The Washington Wrap is a weekly look at regulation, news and chatter from the Capitol. Send tips and ideas to polo.rocha@spglobal.com, david.hood@spglobal.com and declan.harty@spglobal.com.
On Capitol Hill
The House Financial Services Committee passed a bill that would provide regulatory relief for banks and insurers offering services to the cannabis industry.
After six years of introducing similar measures, Rep. Ed Perlmutter, D-Colo., finally garnered enough co-sponsors and momentum to get his bill voted favorably out of committee.
His bill, co-authored by Rep. Denny Heck, D-Wash., along with Ohio Republicans Steve Stivers and Warren Davidson, cleared the committee 45-15 with 11 Republicans voting in support.
Stivers successfully added an amendment that would provide the same protections intended for banks to insurance companies looking to insure any aspect of cannabis-related business.
In the same markup, the committee also passed a bill that would return the operations of the Consumer Financial Protection Bureau to its state under former director Richard Cordray.
The bill would require the CFPB to maintain minimum staffing levels, reestablish a dedicated student loan officer, restore the supervisory and enforcement power of the bureau's fair lending and equal opportunity division, and codify the commonly used name Consumer Financial Protection Bureau.
It cleared the committee along party lines, 34-26. Both measures now move to the full House floor for consideration.
In the Senate, Sen. Mike Crapo, R-Idaho, and chairman of the Senate Banking Committee, held a pair of hearings to gather input from industry and consumer groups about his broad outline for reforming the housing finance system.
While no substantive proposal was released, Crapo and his fellow senators on the panel said they gained valuable input on the outline, which was published in early February.
Also this week, the White House said it is directing the U.S. Treasury Department to drum up a plan to reform government-sponsored enterprises Freddie Mac and Fannie Mae that would end their conservatorship. The administration also called on the Department of Housing and Urban Development to reform the housing finance agencies it oversees.
The administration intends to work with Congress to pass a broad reform plan, according to the memorandum President Donald Trump signed.
At the SEC
In a March 28 filing, the SEC said it was staying its Transaction Fee Pilot until a series of lawsuits brought by the Intercontinental Exchange Inc.-owned New York Stock Exchange, Nasdaq Inc. and Cboe Global Markets Inc. was resolved in the court system.
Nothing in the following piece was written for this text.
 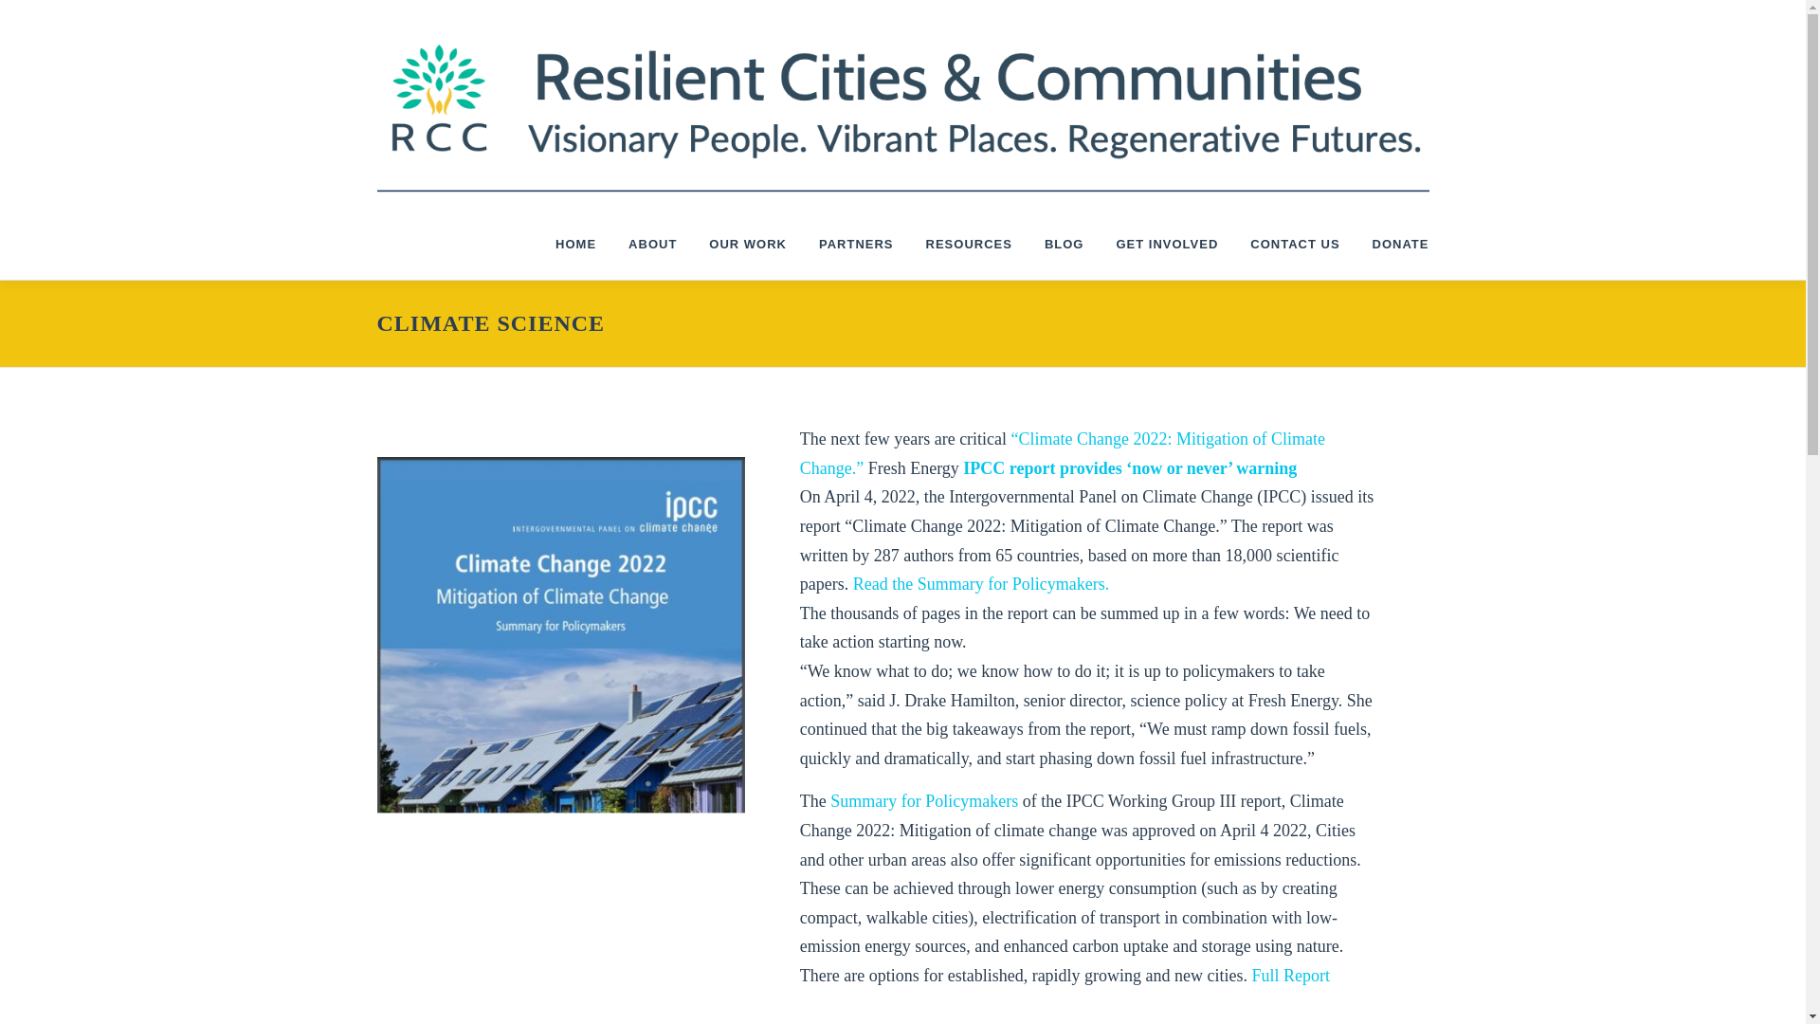 I want to click on ABOUT, so click(x=652, y=244).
The pilot was approved by the SEC's commissioners in December 2018 after years of market participants saying brokers may be routing their clients' orders to the exchange that offers the highest rebate, rather than to the one with the best price.
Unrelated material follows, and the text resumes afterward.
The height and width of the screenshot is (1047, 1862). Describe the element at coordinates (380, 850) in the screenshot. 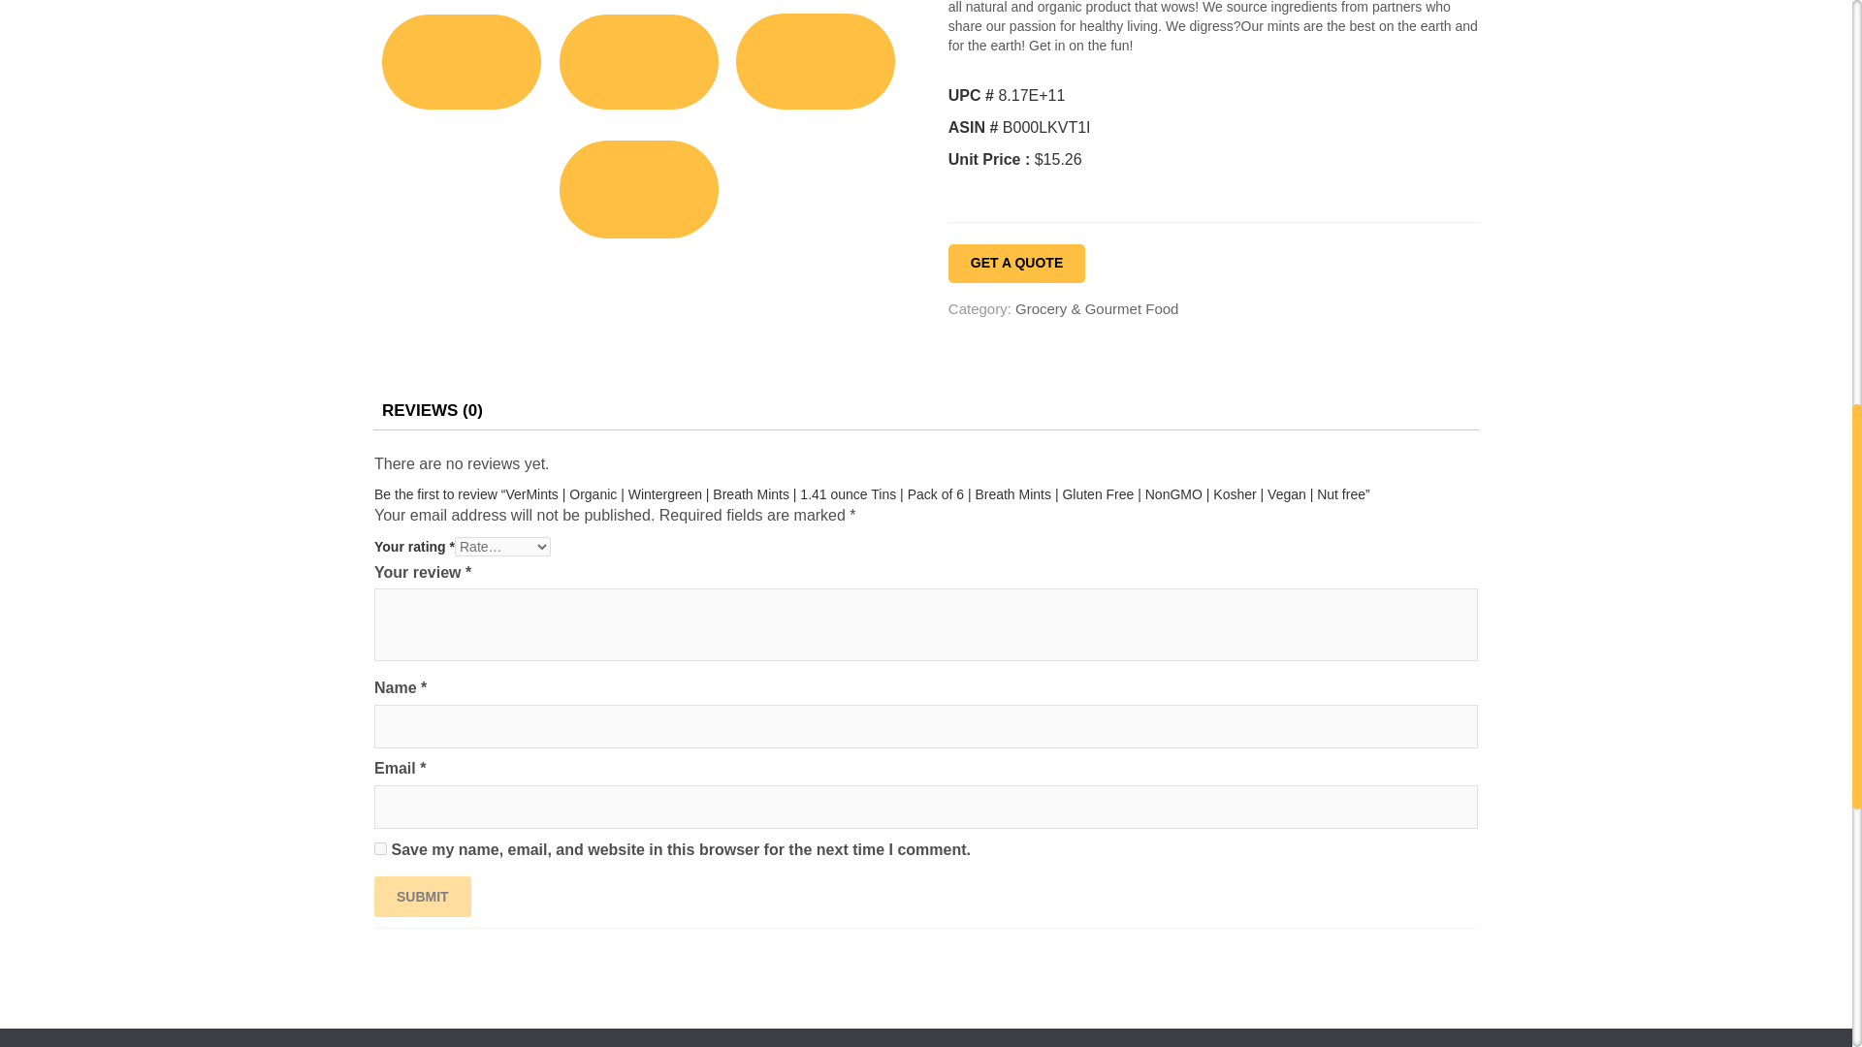

I see `yes` at that location.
The trading practices at the heart of the pilot are commonly known as "maker-taker," through which an exchange provides market participants that bring liquidity to the exchange with a rebate while charging a fee to those market participants who remove liquidity from the exchange's order book. The three exchange operators, which control 12 of the 13 U.S. stock exchanges, have protested the experiment as a form of government price control.
The SEC will still require the exchanges to gather key data points that could eventually factor into the pilot's implementation, if and when that does happen.
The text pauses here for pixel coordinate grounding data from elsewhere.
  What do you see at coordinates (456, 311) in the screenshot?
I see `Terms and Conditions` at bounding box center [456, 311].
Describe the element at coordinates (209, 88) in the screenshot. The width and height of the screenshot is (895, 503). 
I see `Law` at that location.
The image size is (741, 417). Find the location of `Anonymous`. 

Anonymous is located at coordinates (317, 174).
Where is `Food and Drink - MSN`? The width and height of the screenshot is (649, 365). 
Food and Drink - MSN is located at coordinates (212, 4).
The SEC is facing new pressure to replicate the broker/dealer research reforms that swept through Europe early in 2018.
In a March 21 letter, the Securities Industry and Financial Markets Association urged the SEC to introduce rules or exemptions that would permit U.S. broker/dealers to charge their clients separately for research reports and trading commissions. The move would mimic a change introduced in the European securities industry under the financial reform package known as the second Markets in Financial Instruments Directive, or MiFID II.
Wall Street brokerages have become more receptive to the concept of unbundling research from trading as they look to streamline their operations globally. Currently, U.S. brokerages are operating under a temporary exemption provided in late 2017, but the industry is hoping the SEC will allow them to separate those costs without having to register as investment advisers.
At the OCC
Most firms that initially expressed interest in applying for a financial technology charter decided against it after learning about the regulatory regime for banks, Comptroller of the Currency Joseph Otting said March 27.
At a George Mason University event, Otting said 250 firms were interested in the charter when former comptroller Thomas Curry initially floated the special-purpose banking charter. But 80% to 90% of them "left skid marks leaving the OCC" when they heard about the regulatory oversight on banks, Otting said.
The OCC expected preliminary submissions for the charter by the end of 2018 or early 2019, but no company has yet formally filed.
Still, the OCC is in talks with 25 to 50 firms that believe a national banking charter is "critical" to their business plan because they operate across state lines and would benefit from having a single regulator, Otting said.
Curry has previously suggested that payments companies, not digital lenders, will apply for the charter. The charter still faces lawsuits from the New York State Department of Financial Services and the Conference of State Bank Supervisors, but Otting said he hopes to work through those cases in the first half of 2019.